### What to do
Transcribe the entries exactly as given and skip whatever images they hold.

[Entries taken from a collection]
=====
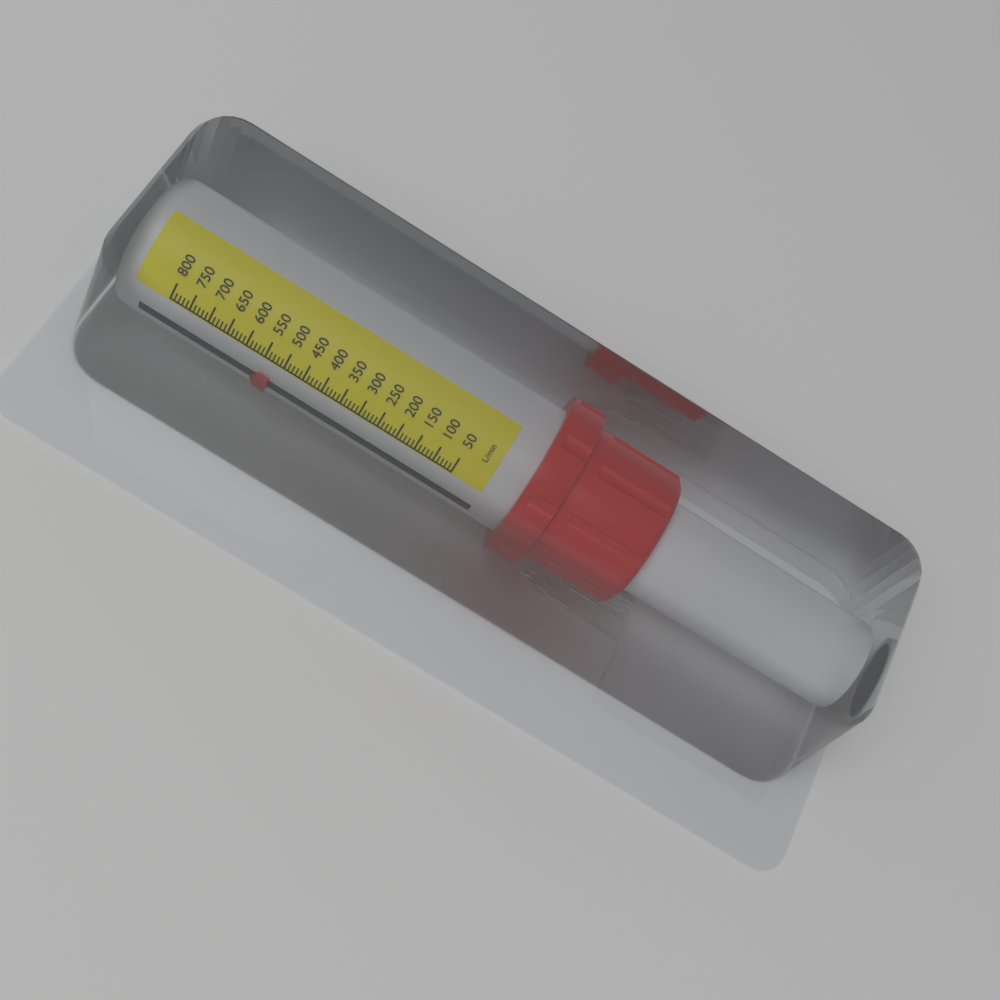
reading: 520 L/min
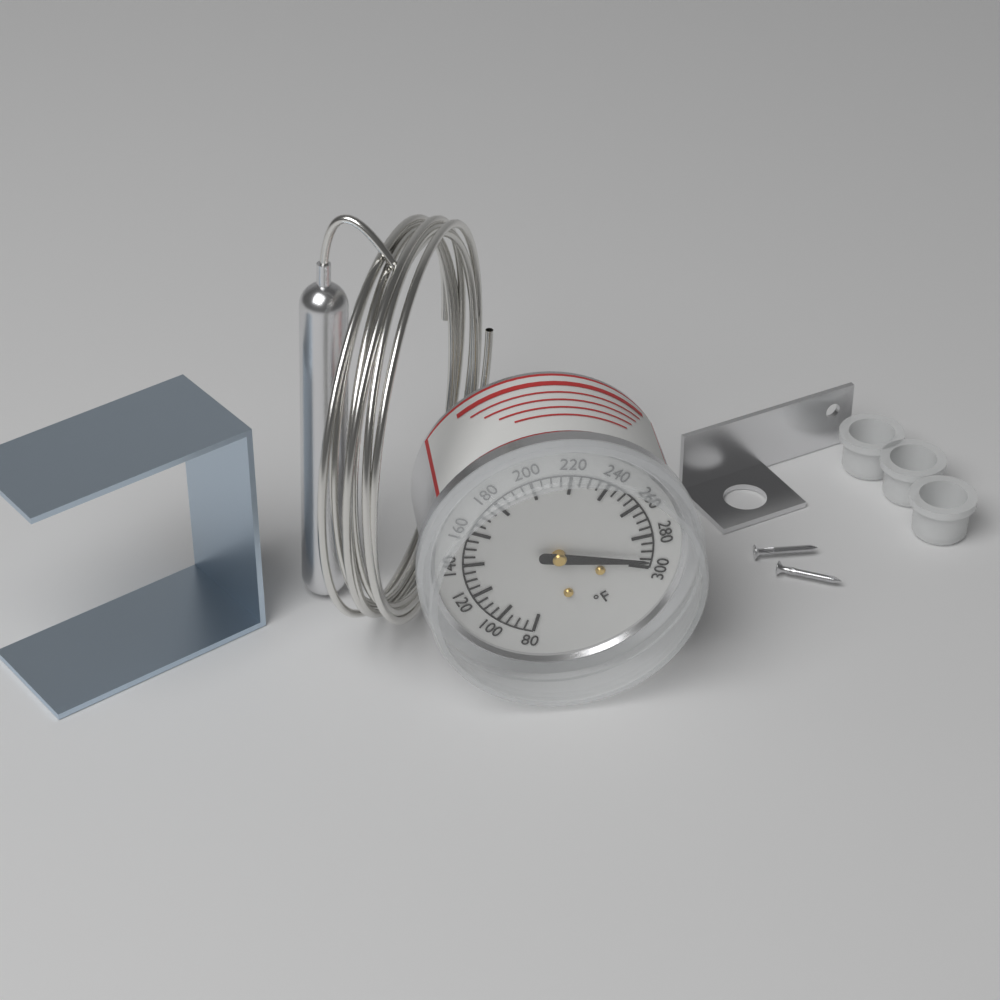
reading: 295 °F
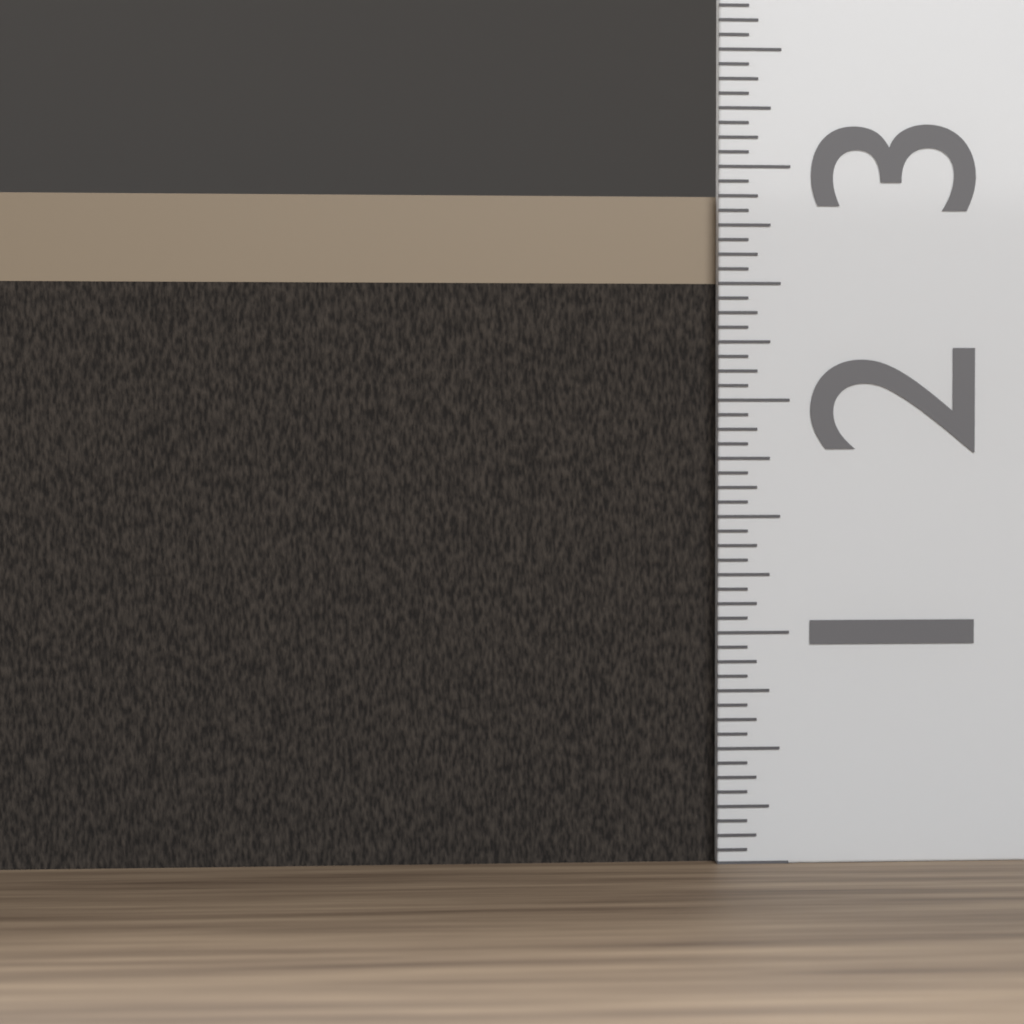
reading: 2.8750 (no unit)
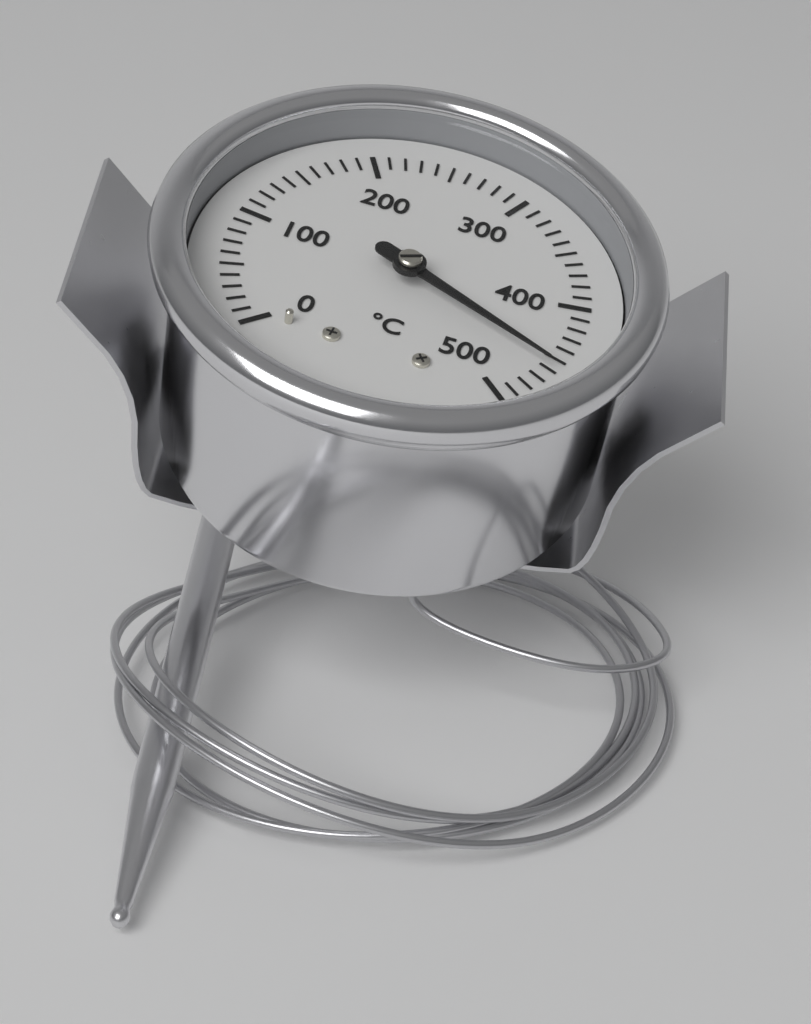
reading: 460 °C
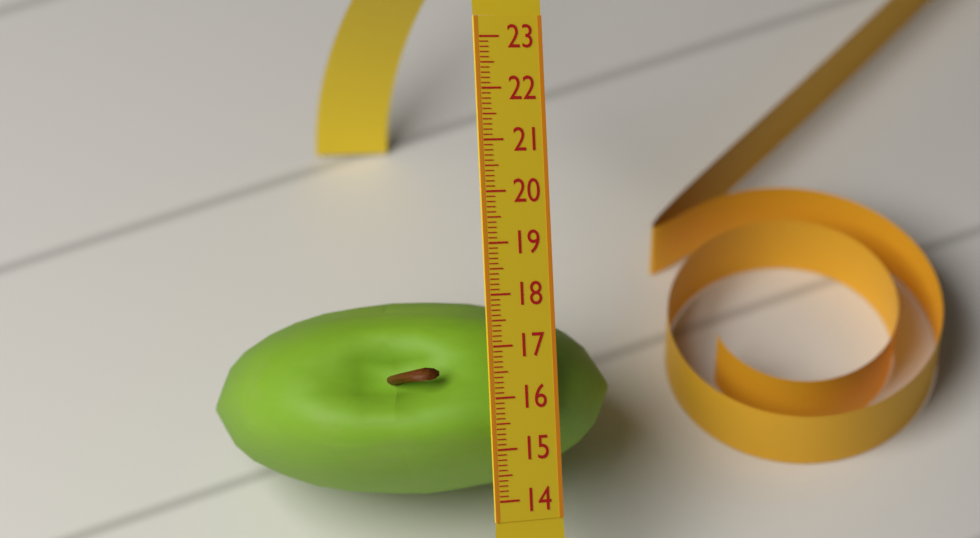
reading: 17.9 (no unit)
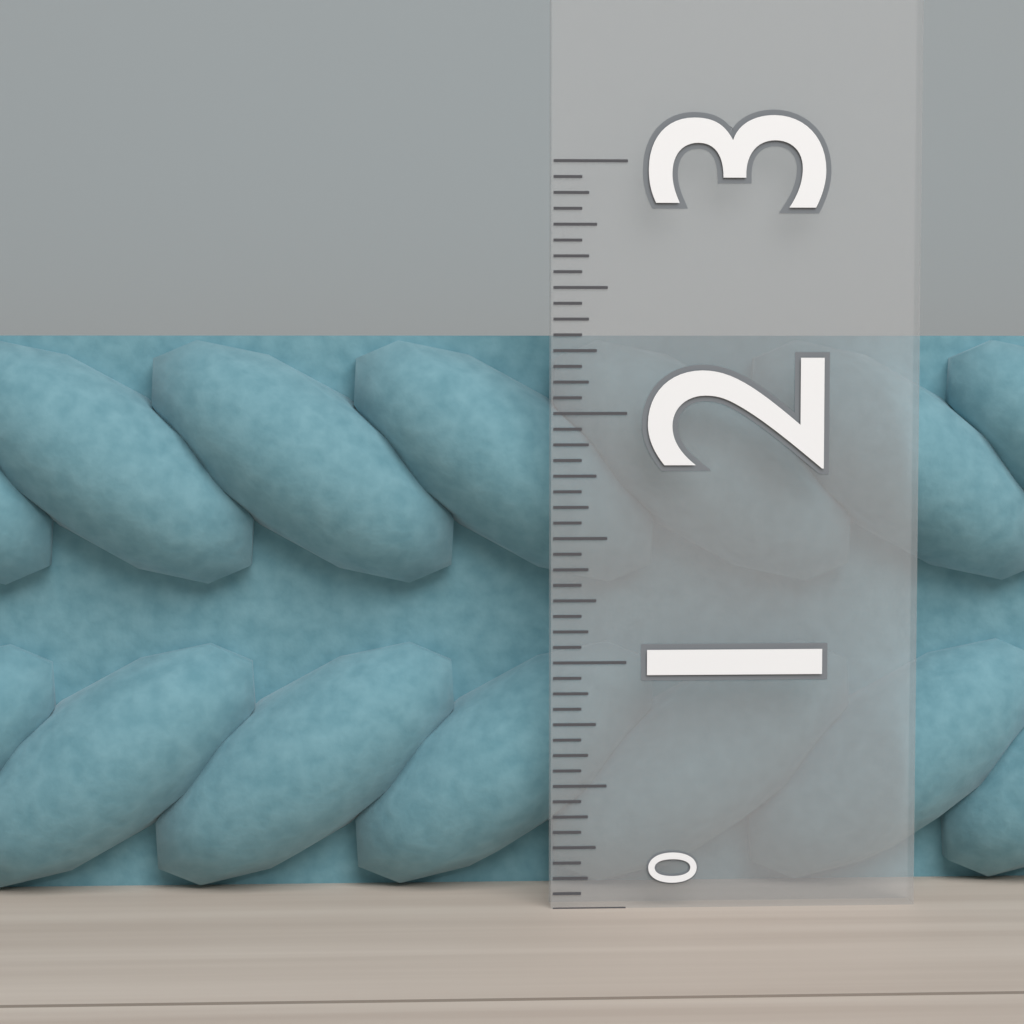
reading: 2.3125 (no unit)
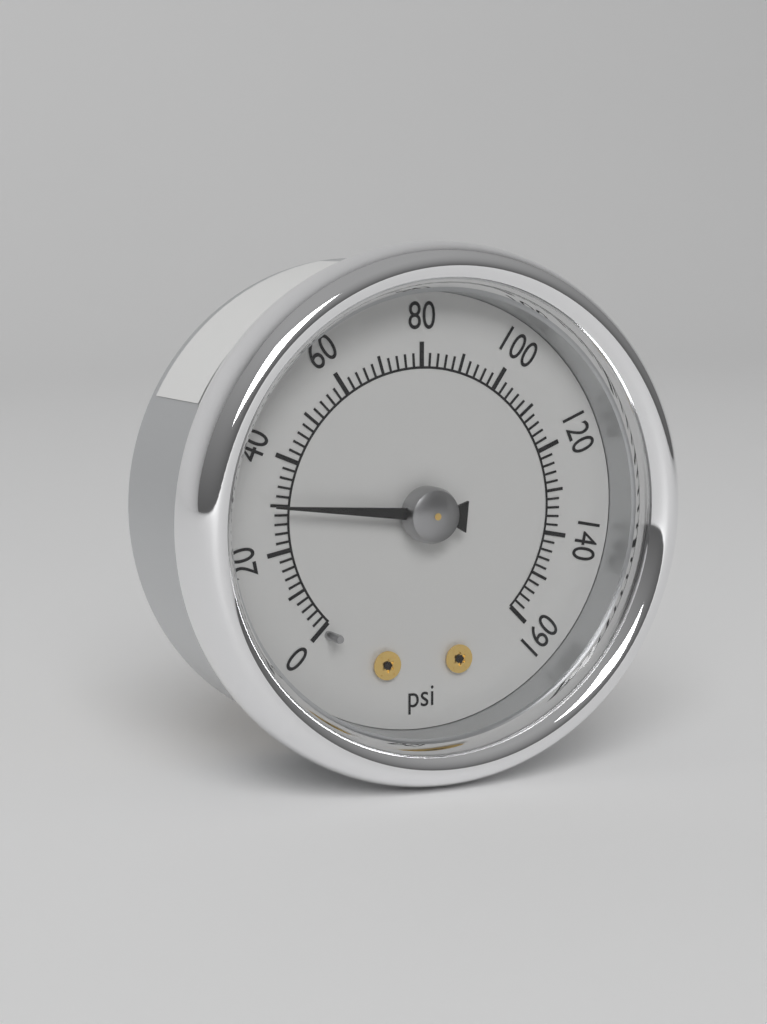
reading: 30 psi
=====
### Task solution
reading: 520 L/min
reading: 295 °F
reading: 2.8750 (no unit)
reading: 460 °C
reading: 17.9 (no unit)
reading: 2.3125 (no unit)
reading: 30 psi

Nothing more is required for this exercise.